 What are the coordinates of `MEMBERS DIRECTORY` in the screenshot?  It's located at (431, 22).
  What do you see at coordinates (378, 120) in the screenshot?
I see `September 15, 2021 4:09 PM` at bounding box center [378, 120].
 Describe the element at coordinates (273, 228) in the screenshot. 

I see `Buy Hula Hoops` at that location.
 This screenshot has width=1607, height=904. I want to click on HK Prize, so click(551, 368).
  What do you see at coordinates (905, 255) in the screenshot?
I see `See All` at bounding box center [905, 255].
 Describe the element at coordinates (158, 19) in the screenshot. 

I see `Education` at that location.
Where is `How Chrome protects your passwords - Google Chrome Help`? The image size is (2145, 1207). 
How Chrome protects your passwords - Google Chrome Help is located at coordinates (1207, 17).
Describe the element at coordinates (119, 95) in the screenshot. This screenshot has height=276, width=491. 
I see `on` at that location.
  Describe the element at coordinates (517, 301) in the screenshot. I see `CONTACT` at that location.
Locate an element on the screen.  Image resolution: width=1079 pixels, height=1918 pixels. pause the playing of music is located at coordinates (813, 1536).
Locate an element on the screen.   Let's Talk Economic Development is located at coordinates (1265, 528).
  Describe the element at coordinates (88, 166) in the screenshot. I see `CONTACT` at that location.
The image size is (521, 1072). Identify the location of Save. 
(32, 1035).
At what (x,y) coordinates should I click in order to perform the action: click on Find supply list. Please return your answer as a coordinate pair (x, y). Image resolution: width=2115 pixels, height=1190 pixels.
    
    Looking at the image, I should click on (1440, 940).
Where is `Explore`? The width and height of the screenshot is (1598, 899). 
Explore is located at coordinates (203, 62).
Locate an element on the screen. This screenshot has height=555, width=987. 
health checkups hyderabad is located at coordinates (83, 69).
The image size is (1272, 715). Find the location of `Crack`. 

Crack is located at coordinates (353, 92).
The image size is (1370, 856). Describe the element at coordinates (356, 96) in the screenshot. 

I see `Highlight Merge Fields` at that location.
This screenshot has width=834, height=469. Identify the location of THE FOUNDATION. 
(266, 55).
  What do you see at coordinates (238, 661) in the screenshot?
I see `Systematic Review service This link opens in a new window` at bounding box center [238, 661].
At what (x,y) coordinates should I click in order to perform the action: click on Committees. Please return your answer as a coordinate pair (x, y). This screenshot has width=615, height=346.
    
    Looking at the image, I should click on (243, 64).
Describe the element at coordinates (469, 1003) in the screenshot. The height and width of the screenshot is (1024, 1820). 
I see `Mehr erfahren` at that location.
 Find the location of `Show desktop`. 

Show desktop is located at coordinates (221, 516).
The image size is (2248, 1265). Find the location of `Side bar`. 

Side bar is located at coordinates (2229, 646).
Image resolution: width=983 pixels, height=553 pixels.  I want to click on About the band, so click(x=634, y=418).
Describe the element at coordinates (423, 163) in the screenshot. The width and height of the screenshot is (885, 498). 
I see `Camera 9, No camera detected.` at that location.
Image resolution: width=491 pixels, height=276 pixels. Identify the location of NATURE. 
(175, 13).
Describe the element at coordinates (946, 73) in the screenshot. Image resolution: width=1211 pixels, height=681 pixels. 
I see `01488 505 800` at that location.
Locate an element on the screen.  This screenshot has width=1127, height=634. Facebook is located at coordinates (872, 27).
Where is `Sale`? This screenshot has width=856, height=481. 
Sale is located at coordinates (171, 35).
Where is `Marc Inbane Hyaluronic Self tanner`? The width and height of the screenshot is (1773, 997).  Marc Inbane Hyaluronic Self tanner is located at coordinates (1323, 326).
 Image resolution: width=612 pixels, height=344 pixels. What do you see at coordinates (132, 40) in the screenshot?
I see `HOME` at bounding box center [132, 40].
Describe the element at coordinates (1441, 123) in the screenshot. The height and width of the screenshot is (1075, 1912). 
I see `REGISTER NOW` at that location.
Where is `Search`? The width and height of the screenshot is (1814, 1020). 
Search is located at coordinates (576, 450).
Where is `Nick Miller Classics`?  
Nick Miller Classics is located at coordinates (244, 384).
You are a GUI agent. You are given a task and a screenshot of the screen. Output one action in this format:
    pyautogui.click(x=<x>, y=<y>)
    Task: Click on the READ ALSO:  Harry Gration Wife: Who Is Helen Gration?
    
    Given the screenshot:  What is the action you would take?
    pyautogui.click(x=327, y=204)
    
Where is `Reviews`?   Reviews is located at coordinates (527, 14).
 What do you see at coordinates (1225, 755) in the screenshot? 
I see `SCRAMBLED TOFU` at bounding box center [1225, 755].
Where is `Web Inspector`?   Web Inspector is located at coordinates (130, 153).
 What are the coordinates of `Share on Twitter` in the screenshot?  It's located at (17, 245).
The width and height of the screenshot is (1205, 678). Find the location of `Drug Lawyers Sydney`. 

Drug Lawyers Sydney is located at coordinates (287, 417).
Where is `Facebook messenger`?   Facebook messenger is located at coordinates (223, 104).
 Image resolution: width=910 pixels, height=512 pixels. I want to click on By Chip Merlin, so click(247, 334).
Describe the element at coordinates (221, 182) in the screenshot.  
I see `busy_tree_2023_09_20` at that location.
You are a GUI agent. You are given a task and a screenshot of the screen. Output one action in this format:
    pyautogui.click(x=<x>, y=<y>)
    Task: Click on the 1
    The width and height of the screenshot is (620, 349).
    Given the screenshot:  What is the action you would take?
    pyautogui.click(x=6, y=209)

• _What is expected_
Retype the listing above, exactly and in full.

• _Completed exercise_
 What are the coordinates of `MEMBERS DIRECTORY` in the screenshot?  It's located at (431, 22).
  What do you see at coordinates (378, 120) in the screenshot?
I see `September 15, 2021 4:09 PM` at bounding box center [378, 120].
 Describe the element at coordinates (273, 228) in the screenshot. 

I see `Buy Hula Hoops` at that location.
 This screenshot has width=1607, height=904. I want to click on HK Prize, so click(551, 368).
  What do you see at coordinates (905, 255) in the screenshot?
I see `See All` at bounding box center [905, 255].
 Describe the element at coordinates (158, 19) in the screenshot. 

I see `Education` at that location.
Where is `How Chrome protects your passwords - Google Chrome Help`? The image size is (2145, 1207). 
How Chrome protects your passwords - Google Chrome Help is located at coordinates (1207, 17).
Describe the element at coordinates (119, 95) in the screenshot. This screenshot has height=276, width=491. 
I see `on` at that location.
  Describe the element at coordinates (517, 301) in the screenshot. I see `CONTACT` at that location.
Locate an element on the screen.  Image resolution: width=1079 pixels, height=1918 pixels. pause the playing of music is located at coordinates (813, 1536).
Locate an element on the screen.   Let's Talk Economic Development is located at coordinates (1265, 528).
  Describe the element at coordinates (88, 166) in the screenshot. I see `CONTACT` at that location.
The image size is (521, 1072). Identify the location of Save. 
(32, 1035).
At what (x,y) coordinates should I click in order to perform the action: click on Find supply list. Please return your answer as a coordinate pair (x, y). Image resolution: width=2115 pixels, height=1190 pixels.
    
    Looking at the image, I should click on (1440, 940).
Where is `Explore`? The width and height of the screenshot is (1598, 899). 
Explore is located at coordinates (203, 62).
Locate an element on the screen. This screenshot has height=555, width=987. 
health checkups hyderabad is located at coordinates (83, 69).
The image size is (1272, 715). Find the location of `Crack`. 

Crack is located at coordinates (353, 92).
The image size is (1370, 856). Describe the element at coordinates (356, 96) in the screenshot. 

I see `Highlight Merge Fields` at that location.
This screenshot has width=834, height=469. Identify the location of THE FOUNDATION. 
(266, 55).
  What do you see at coordinates (238, 661) in the screenshot?
I see `Systematic Review service This link opens in a new window` at bounding box center [238, 661].
At what (x,y) coordinates should I click in order to perform the action: click on Committees. Please return your answer as a coordinate pair (x, y). This screenshot has width=615, height=346.
    
    Looking at the image, I should click on (243, 64).
Describe the element at coordinates (469, 1003) in the screenshot. The height and width of the screenshot is (1024, 1820). 
I see `Mehr erfahren` at that location.
 Find the location of `Show desktop`. 

Show desktop is located at coordinates (221, 516).
The image size is (2248, 1265). Find the location of `Side bar`. 

Side bar is located at coordinates (2229, 646).
Image resolution: width=983 pixels, height=553 pixels.  I want to click on About the band, so click(x=634, y=418).
Describe the element at coordinates (423, 163) in the screenshot. The width and height of the screenshot is (885, 498). 
I see `Camera 9, No camera detected.` at that location.
Image resolution: width=491 pixels, height=276 pixels. Identify the location of NATURE. 
(175, 13).
Describe the element at coordinates (946, 73) in the screenshot. Image resolution: width=1211 pixels, height=681 pixels. 
I see `01488 505 800` at that location.
Locate an element on the screen.  This screenshot has width=1127, height=634. Facebook is located at coordinates (872, 27).
Where is `Sale`? This screenshot has width=856, height=481. 
Sale is located at coordinates (171, 35).
Where is `Marc Inbane Hyaluronic Self tanner`? The width and height of the screenshot is (1773, 997).  Marc Inbane Hyaluronic Self tanner is located at coordinates (1323, 326).
 Image resolution: width=612 pixels, height=344 pixels. What do you see at coordinates (132, 40) in the screenshot?
I see `HOME` at bounding box center [132, 40].
Describe the element at coordinates (1441, 123) in the screenshot. The height and width of the screenshot is (1075, 1912). 
I see `REGISTER NOW` at that location.
Where is `Search`? The width and height of the screenshot is (1814, 1020). 
Search is located at coordinates (576, 450).
Where is `Nick Miller Classics`?  
Nick Miller Classics is located at coordinates (244, 384).
You are a GUI agent. You are given a task and a screenshot of the screen. Output one action in this format:
    pyautogui.click(x=<x>, y=<y>)
    Task: Click on the READ ALSO:  Harry Gration Wife: Who Is Helen Gration?
    
    Given the screenshot:  What is the action you would take?
    pyautogui.click(x=327, y=204)
    
Where is `Reviews`?   Reviews is located at coordinates (527, 14).
 What do you see at coordinates (1225, 755) in the screenshot? 
I see `SCRAMBLED TOFU` at bounding box center [1225, 755].
Where is `Web Inspector`?   Web Inspector is located at coordinates (130, 153).
 What are the coordinates of `Share on Twitter` in the screenshot?  It's located at (17, 245).
The width and height of the screenshot is (1205, 678). Find the location of `Drug Lawyers Sydney`. 

Drug Lawyers Sydney is located at coordinates (287, 417).
Where is `Facebook messenger`?   Facebook messenger is located at coordinates (223, 104).
 Image resolution: width=910 pixels, height=512 pixels. I want to click on By Chip Merlin, so click(247, 334).
Describe the element at coordinates (221, 182) in the screenshot.  
I see `busy_tree_2023_09_20` at that location.
You are a GUI agent. You are given a task and a screenshot of the screen. Output one action in this format:
    pyautogui.click(x=<x>, y=<y>)
    Task: Click on the 1
    The width and height of the screenshot is (620, 349).
    Given the screenshot:  What is the action you would take?
    pyautogui.click(x=6, y=209)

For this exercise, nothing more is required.